"Congress shall make no law respecting an establishment of religion."
This is the opening of the First Amendment of the American Constitution. In 1791, the American people altered their constitution to entrench the separation of Church and State. Now, in 2001, a bumbling baseball tycoon from Texas has the gall to see himself as larger than that revered document. American President George W. Bush may as well turn the Oval Office into a Methodist Church for the morally superior on Capitol Hill.
Since assuming the Office of the President Jan. 21, Bush has taken alarming steps to blur the lines between the holy and the powerful. One statement, building on his appointment of ultra-conservative Senator John Ashcroft to the post of attorney general and his opposition to Roe vs. Wade, came on the 28th anniversary of the landmark abortion rights decision.
"We share a great goal, to work toward a day when every child is welcomed and protected in law," stated Bush in a pre-written statement read to an anti-abortion march in Washington.
While his words are not often taken seriously (in many cases they shouldn’t be), his actions are disturbingly powerful. On his first day in power, Bush reinstated a ban on federal funding of any group associated with abortion or abortion counselling. Many of the groups hit hardest were non-profit organizations or NGO’s that work primarily with the urban poor. Are these children whose funding he retracted the same children who are "welcomed and protected in law?" What exactly is he doing to improve the lives he "saves" by blacklisting abortion, and possibly increasing child poverty?
President Bush has an answer for both these questions: his White House Office of Faith-Based and Community Initiatives. Faith-based initiatives, programs he initially introduced as Governor of Texas, are the redistribution of funds from existing social programs (like those cut due to their pro-choice stance) to individual church congregations to help them fund their own local social programs.
One of the most contentious aspects of these reforms is the condition that anyone receiving aid must join in prayer and Bible readings, regardless of their faith or lack thereof. That is an imposition of religion that violates another part of the aforementioned first amendment: the right to religious freedom.
Religion is a matter of choice, and one must lead by example. It’s not about the faith of the majority, and when it comes to secular legislation it’s not about faith at all. To say that anyone who does not ascribe to a major monotheistic doctrine cannot qualify for a gamut of social services is discriminatory, intolerant and inhumane.
Bush has his own reasons for supporting such violations of constitutional and human rights, as he revealed when the program was introduced in Texas.
"In the final analysis, there is no overcoming anything without faith–be it drugs or alcohol or poverty."
What George W. Bush must realize is that poverty has no religion.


Return each line below exactly as it reads, and omit any image in it.

Exercise materials
[Start of Attachment]
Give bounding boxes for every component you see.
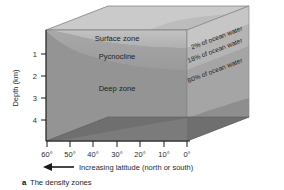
caption-letter: a xyxy=(22,178,27,187)
y-tick-label-4: 4 xyxy=(33,116,37,125)
x-tick-label-40: 40° xyxy=(87,150,98,159)
zone-label-surface-zone: Surface zone xyxy=(95,34,140,43)
y-tick-label-1: 1 xyxy=(33,50,37,59)
zone-label-deep-zone: Deep zone xyxy=(99,84,136,93)
y-axis-title: Depth (km) xyxy=(11,69,20,107)
zone-label-pycnocline: Pycnocline xyxy=(99,52,136,61)
x-tick-label-60: 60° xyxy=(41,150,52,159)
x-tick-label-20: 20° xyxy=(134,150,145,159)
y-tick-label-2: 2 xyxy=(33,72,37,81)
x-axis-title: Increasing latitude (north or south) xyxy=(79,163,194,172)
caption-label: The density zones xyxy=(30,178,92,187)
x-tick-label-0: 0° xyxy=(183,150,190,159)
x-tick-label-50: 50° xyxy=(64,150,75,159)
x-tick-label-30: 30° xyxy=(111,150,122,159)
x-tick-label-10: 10° xyxy=(158,150,169,159)
density-zones-figure: Surface zone Pycnocline Deep zone 2% of … xyxy=(0,0,284,190)
figure-caption: a The density zones xyxy=(22,178,92,187)
ocean-density-zones-diagram: Surface zone Pycnocline Deep zone 2% of … xyxy=(0,0,284,190)
y-tick-label-3: 3 xyxy=(33,94,37,103)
[End of Attachment]
Completed task
Give bounding boxes for every component you see.
caption-letter: a xyxy=(22,178,27,187)
y-tick-label-4: 4 xyxy=(33,116,37,125)
x-tick-label-40: 40° xyxy=(87,150,98,159)
zone-label-surface-zone: Surface zone xyxy=(95,34,140,43)
y-tick-label-1: 1 xyxy=(33,50,37,59)
zone-label-deep-zone: Deep zone xyxy=(99,84,136,93)
y-axis-title: Depth (km) xyxy=(11,69,20,107)
zone-label-pycnocline: Pycnocline xyxy=(99,52,136,61)
x-tick-label-60: 60° xyxy=(41,150,52,159)
x-tick-label-20: 20° xyxy=(134,150,145,159)
y-tick-label-2: 2 xyxy=(33,72,37,81)
x-axis-title: Increasing latitude (north or south) xyxy=(79,163,194,172)
caption-label: The density zones xyxy=(30,178,92,187)
x-tick-label-0: 0° xyxy=(183,150,190,159)
x-tick-label-50: 50° xyxy=(64,150,75,159)
x-tick-label-30: 30° xyxy=(111,150,122,159)
x-tick-label-10: 10° xyxy=(158,150,169,159)
density-zones-figure: Surface zone Pycnocline Deep zone 2% of … xyxy=(0,0,284,190)
figure-caption: a The density zones xyxy=(22,178,92,187)
ocean-density-zones-diagram: Surface zone Pycnocline Deep zone 2% of … xyxy=(0,0,284,190)
y-tick-label-3: 3 xyxy=(33,94,37,103)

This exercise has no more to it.